Company NamePhilip Morris RJR Nabisco B.A.T. IndustriesLoews CorporationBrooke Group Ltd.
Tobacco Subsidiary Philip Morris R.J. Reynolds

Brown & Williamson American Tobacco Co.

Lorillard Liggett
Tobacco Products

Marlboro

Benson & Hedges 100's

Merit

Virginia Slims

Winston

Doral

Salem

Monarch

Kool

Viceroy

Pall Mall

Lucky Strike

Newport

Kent

True

Chesterfield

L & M

Lark

Non-Tobacco Business

Food Products

Beer

Financial Services

Real Estate

Food Insurance

Insurance

Hotels

Watches

Defense Products

Oil and Gas Drilling

Broadcasting

Computers

Sports Collectibles

Non-Tobacco Products

Maxwell House Coffee

Jell-O Desserts

Oscar Meyer Hot Dogs

Miller Lite

PMCC Financial Services

Mission Viejo Real Estate

Chips Ahoy!

Stella D'Oro

LifeSavers Roll Candy

Planters Nuts

Ortega Mexican Foods

Egg Beaters

Farmers Ins.

Eagle Star Ins. (UK)

Allied Dunbar Ins. (UK)

CNA Insurance

Loews Hotels

Bulova Watches

Bulova Defense Products

Diamond Offshore Drilling

CBS, Inc. (20%)

New Valley Corp. (formerly Western Union)

MAI Systems Inc.

Sky Box International, Inc.

Non-Tobacco Revenue (% Total)57%47%n/a86%30%

The problem for the investor is that just as we cannot tell when tobacco’s bills will come due or how large they will be, we cannot predict exactly how the courts and legislators will dispose of all these assets that were acquired with tobacco money. For a precedent, recall that the Manville Corporation’s asbestos liability was settled via a fund generated through non-asbestos lines of business.

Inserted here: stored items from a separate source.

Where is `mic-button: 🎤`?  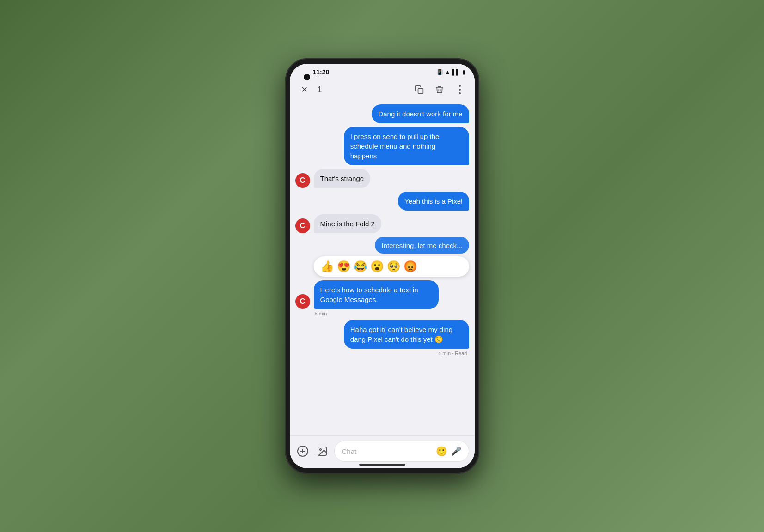 mic-button: 🎤 is located at coordinates (456, 451).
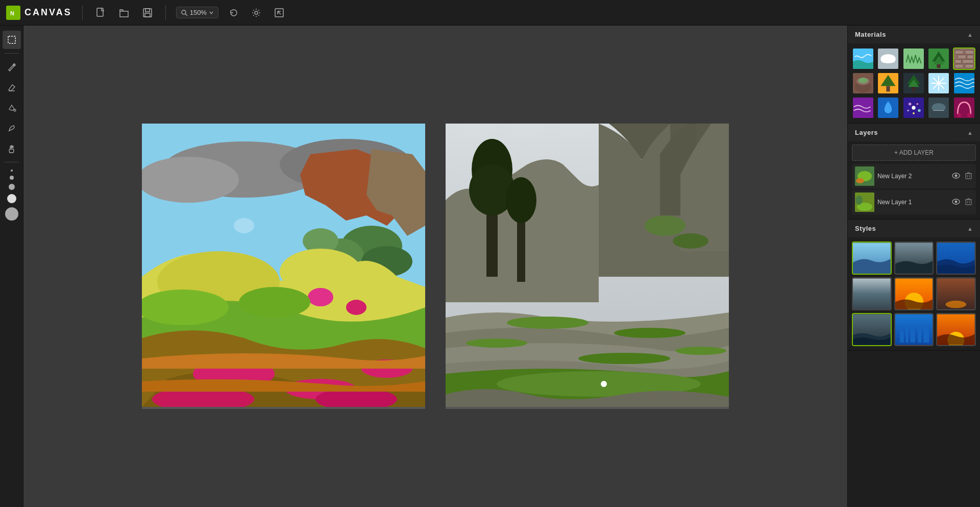 This screenshot has height=507, width=980. I want to click on brush-size-lg, so click(12, 199).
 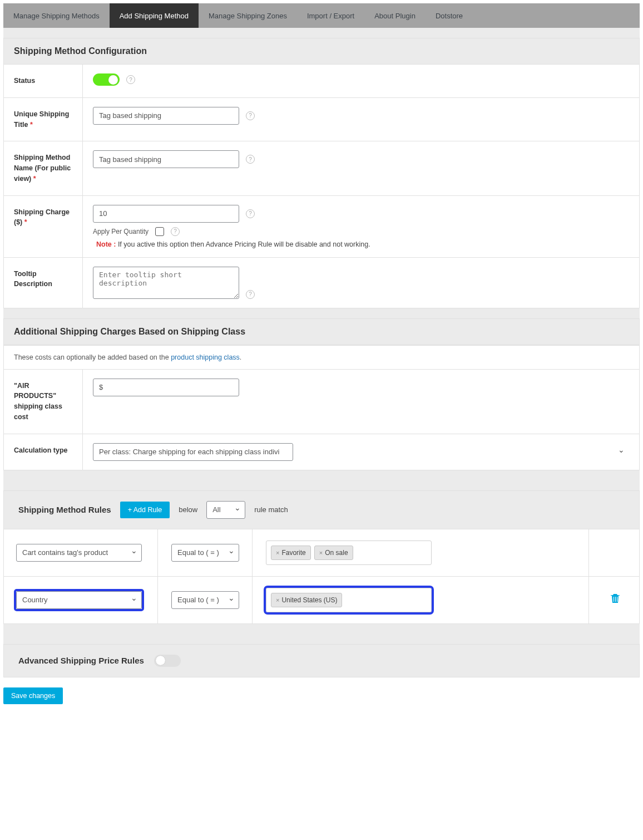 I want to click on shipping-class-info: These costs can optionally be added base…, so click(x=322, y=357).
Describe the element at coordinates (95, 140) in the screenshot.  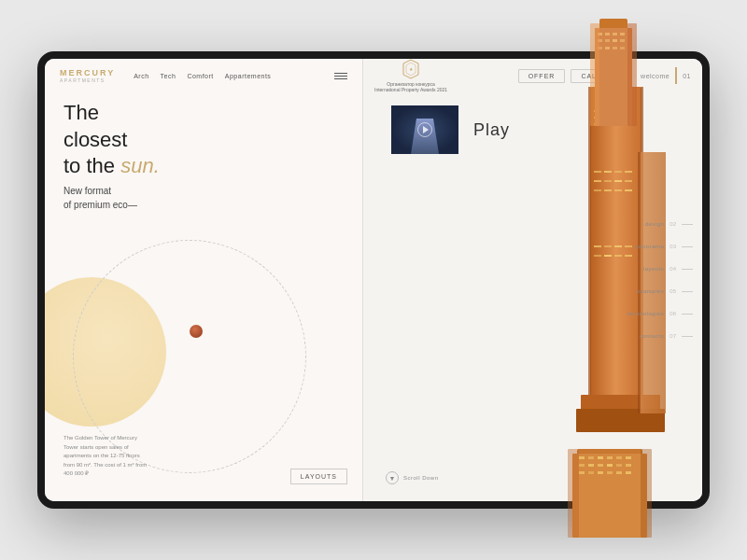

Of course, the tobacco companies hire smart lawyers and MBAs and they know all this. Unfortunately, tobacco executives seem to be big impulse shoppers. The table above provides a peek at what they have picked up near the checkout counter.

The tobacco companies have tried to create legal structures that will insulate their non-tobacco businesses. Will those structures work? Investors probably will not find out until it is too late to do anything about it. From the investor standpoint, a spin-off of the non-tobacco businesses seems to make much more sense, yet most of the companies are resisting.

American Brands Divestiture
Note, however, that American Brands sold its U.S. tobacco business last year to B.A.T. Industries, allowing Am Brands to focus on other lines of business (Franklin life insurance, Masterlock hardware, Jim Beam whiskey and Titleist golf balls, to name a few). Am Brands continues to have a significant tobacco business overseas, unfortunately, so its shareholders still may not be off the nicotine hook.

How did the market react when American Brands sold the tobacco business for a relatively low $1 billion? By boosting the shares around 10%. This indicates that, though the market is charging a risk penalty for tobacco exposure, so far the penalty is rather modest compared to the potential loss.

Any investment represents a balancing of risks and benefits. In the case of tobacco the normal risks of the business are dwarfed by the peculiar hazards of the product, to the point that the companies themselves do not know what the risks really are. Beware, investor: Someone will eventually be left holding the bag.

Larry M. Elkin is the founder and president of Palisades Hudson, and is based out of Palisades Hudson’s Fort Lauderdale, Florida headquarters. He wrote several of the chapters in the firm’s recently updated book, Looking Ahead: Life, Family, Wealth and Business After 55. His contributions include Chapter 1, “Looking Ahead When Youth Is Behind Us,” and Chapter 4, “The Family Business.” Larry was also among the authors of the firm’s book The High Achiever’s Guide To Wealth.